Andrew Lavoott Bluestone has been an attorney for 40 years, with a career that spans criminal prosecution, civil litigation and appellate litigation. Mr. Bluestone became an Assistant District Attorney in Kings County in 1978, entered private practice in 1984 and in 1989 opened…

Andrew Lavoott Bluestone has been an attorney for 40 years, with a career that spans criminal prosecution, civil litigation and appellate litigation. Mr. Bluestone became an Assistant District Attorney in Kings County in 1978, entered private practice in 1984 and in 1989 opened his private law office and took his first legal malpractice case.

Since 1989, Bluestone has become a leader in the New York Plaintiff’s Legal Malpractice bar, handling a wide array of plaintiff’s legal malpractice cases arising from catastrophic personal injury, contracts, patents, commercial litigation, securities, matrimonial and custody issues, medical malpractice, insurance, product liability, real estate, landlord-tenant, foreclosures and has defended attorneys in a limited number of legal malpractice cases.

Bluestone also took an academic role in field, publishing the New York Attorney Malpractice Report from 2002-2004.  He started the “New York Attorney Malpractice Blog” in 2004, where he has published more than 4500 entries.

Mr. Bluestone has written 38 scholarly peer-reviewed articles concerning legal malpractice, many in the Outside Counsel column of the New York Law Journal. He has appeared as an Expert witness in multiple legal malpractice litigations.

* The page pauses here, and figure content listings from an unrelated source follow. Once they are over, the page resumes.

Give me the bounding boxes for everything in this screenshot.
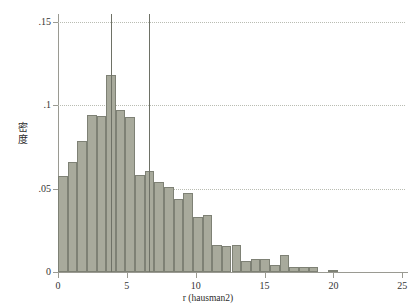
y-tick-mark: [53, 105, 58, 106]
x-tick-mark: [402, 273, 403, 278]
plot-area: [58, 22, 405, 272]
histogram-bar: [174, 199, 184, 272]
y-tick-label: .1: [24, 100, 51, 110]
histogram-bar: [135, 175, 145, 273]
upper-reference-line: [149, 14, 150, 272]
x-tick-label: 0: [43, 280, 73, 291]
histogram-bar: [97, 116, 107, 272]
histogram-bar: [251, 259, 261, 272]
histogram-bar: [68, 162, 78, 272]
y-axis-title: 密度: [16, 122, 30, 146]
x-tick-mark: [127, 273, 128, 278]
histogram-bar: [77, 141, 87, 272]
x-tick-label: 20: [318, 280, 348, 291]
x-tick-mark: [265, 273, 266, 278]
x-tick-mark: [196, 273, 197, 278]
x-axis-line: [58, 272, 408, 273]
histogram-bar: [222, 246, 232, 272]
histogram-bar: [87, 115, 97, 273]
histogram-bar: [299, 267, 309, 272]
x-tick-label: 25: [387, 280, 416, 291]
y-tick-label: .05: [24, 184, 51, 194]
y-tick-mark: [53, 189, 58, 190]
histogram-figure: 密度 0.05.1.150510152025 r (hausman2): [0, 0, 416, 308]
y-tick-label: 0: [24, 267, 51, 277]
histogram-bar: [328, 270, 338, 273]
y-tick-label: .15: [24, 17, 51, 27]
x-tick-label: 10: [181, 280, 211, 291]
x-tick-mark: [58, 273, 59, 278]
x-tick-mark: [333, 273, 334, 278]
x-tick-label: 5: [112, 280, 142, 291]
histogram-bar: [241, 261, 251, 272]
histogram-bar: [212, 245, 222, 273]
x-axis-title-text: r (hausman2): [183, 293, 233, 303]
histogram-bar: [183, 193, 193, 272]
y-axis-title-text: 密度: [16, 122, 30, 146]
histogram-bar: [280, 255, 290, 273]
histogram-bar: [154, 182, 164, 272]
histogram-bar: [164, 187, 174, 272]
lower-reference-line: [111, 14, 112, 272]
histogram-bar: [270, 265, 280, 272]
histogram-bar: [58, 176, 68, 272]
histogram-bar: [260, 259, 270, 272]
histogram-bar: [125, 117, 135, 272]
histogram-bar: [116, 110, 126, 273]
histogram-bar: [232, 245, 242, 273]
histogram-bar: [193, 217, 203, 272]
histogram-bar: [309, 267, 319, 272]
x-tick-label: 15: [250, 280, 280, 291]
y-tick-mark: [53, 22, 58, 23]
histogram-bar: [289, 267, 299, 272]
x-axis-title: r (hausman2): [0, 293, 416, 304]
histogram-bar: [203, 215, 213, 273]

Mr. Bluestone is an adjunct professor of law at St. John’s University College of Law, teaching Legal Malpractice.  Mr. Bluestone has argued legal malpractice cases in the Second Circuit, in the New York State Court of Appeals, each of the four New York Appellate Divisions, in all four of  the U.S. District Courts of New York and in Supreme Courts all over the state.  He has also been admitted pro haec vice in the states of Connecticut, New Jersey and Florida and was formally admitted to the US District Court of Connecticut and to its Bankruptcy Court all for legal malpractice matters. He has been retained by U.S. Trustees in legal malpractice cases from Bankruptcy Courts, and has represented municipalities, insurance companies, hedge funds, communications companies and international manufacturing firms. Mr. Bluestone regularly lectures in CLEs on legal malpractice.

Based upon his professional experience Bluestone was named a Diplomate and was Board Certified by the American Board of Professional Liability Attorneys in 2008 in Legal Malpractice. He remains Board Certified.  He was admitted to The Best Lawyers in America from 2012-2019.  He has been featured in Who’s Who in Law since 1993.

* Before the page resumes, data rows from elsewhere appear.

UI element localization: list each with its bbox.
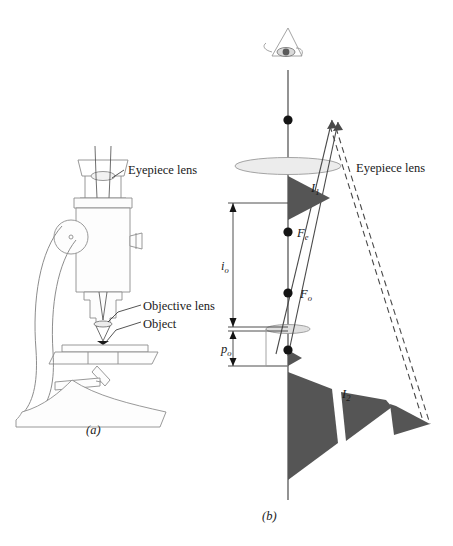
- specimen-object: [97, 341, 109, 345]
- eyepiece-lens-label-a: Eyepiece lens: [128, 163, 197, 177]
- panel-b-caption: (b): [262, 509, 277, 523]
- focal-point-objective-label: Fo: [299, 287, 312, 303]
- focal-point-eyepiece: [283, 227, 292, 236]
- eyepiece-lens-label-b: Eyepiece lens: [356, 161, 425, 175]
- image-distance-dimension: [228, 203, 288, 327]
- panel-a-microscope-drawing: [16, 146, 166, 427]
- second-image-arrow: [288, 372, 430, 480]
- objective-barrel: [84, 292, 122, 341]
- eye-icon: [264, 28, 302, 57]
- first-image-arrow: [288, 176, 330, 220]
- focal-point-eyepiece-label: Fe: [296, 226, 309, 242]
- axis-point-top: [283, 115, 292, 124]
- second-image-label: I2: [341, 387, 351, 403]
- image-distance-label: io: [221, 259, 229, 275]
- panel-a-caption: (a): [86, 423, 101, 437]
- microscope-body-tube: [54, 208, 142, 292]
- focal-point-objective: [283, 288, 292, 297]
- object-distance-label: po: [220, 342, 232, 358]
- object-distance-dimension: [228, 331, 288, 366]
- objective-lens-shape: [266, 325, 310, 334]
- first-image-label: I1: [310, 181, 319, 197]
- microscope-stage: [49, 345, 158, 364]
- microscope-figure: Eyepiece lens Objective lens Object (a): [0, 0, 453, 546]
- objective-lens-label: Objective lens: [143, 299, 215, 313]
- object-label: Object: [143, 317, 177, 331]
- axis-point-object: [283, 345, 292, 354]
- eyepiece-lens-shape: [235, 158, 341, 175]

In the last years, Mr. Bluestone has been featured for two particularly noteworthy legal malpractice cases.  The first was a settlement of an $11.9 million dollar default legal malpractice case of Yeo v. Kasowitz, Benson, Torres & Friedman which was reported in the NYLJ on August 15, 2016. Most recently, Mr. Bluestone obtained a rare plaintiff’s verdict in a legal malpractice case on behalf of the City of White Plains v. Joseph Maria, reported in the NYLJ on February 14, 2017. It was the sole legal malpractice jury verdict in the State of New York for 2017.

Bluestone has been at the forefront of the development of legal malpractice principles and has contributed case law decisions, writing and lecturing which have been recognized by his peers.  He is regularly mentioned in academic writing, and his past cases are often cited in current legal malpractice decisions. He is recognized for his ample writings on Judiciary Law § 487, a 850 year old statute deriving from England which relates to attorney deceit.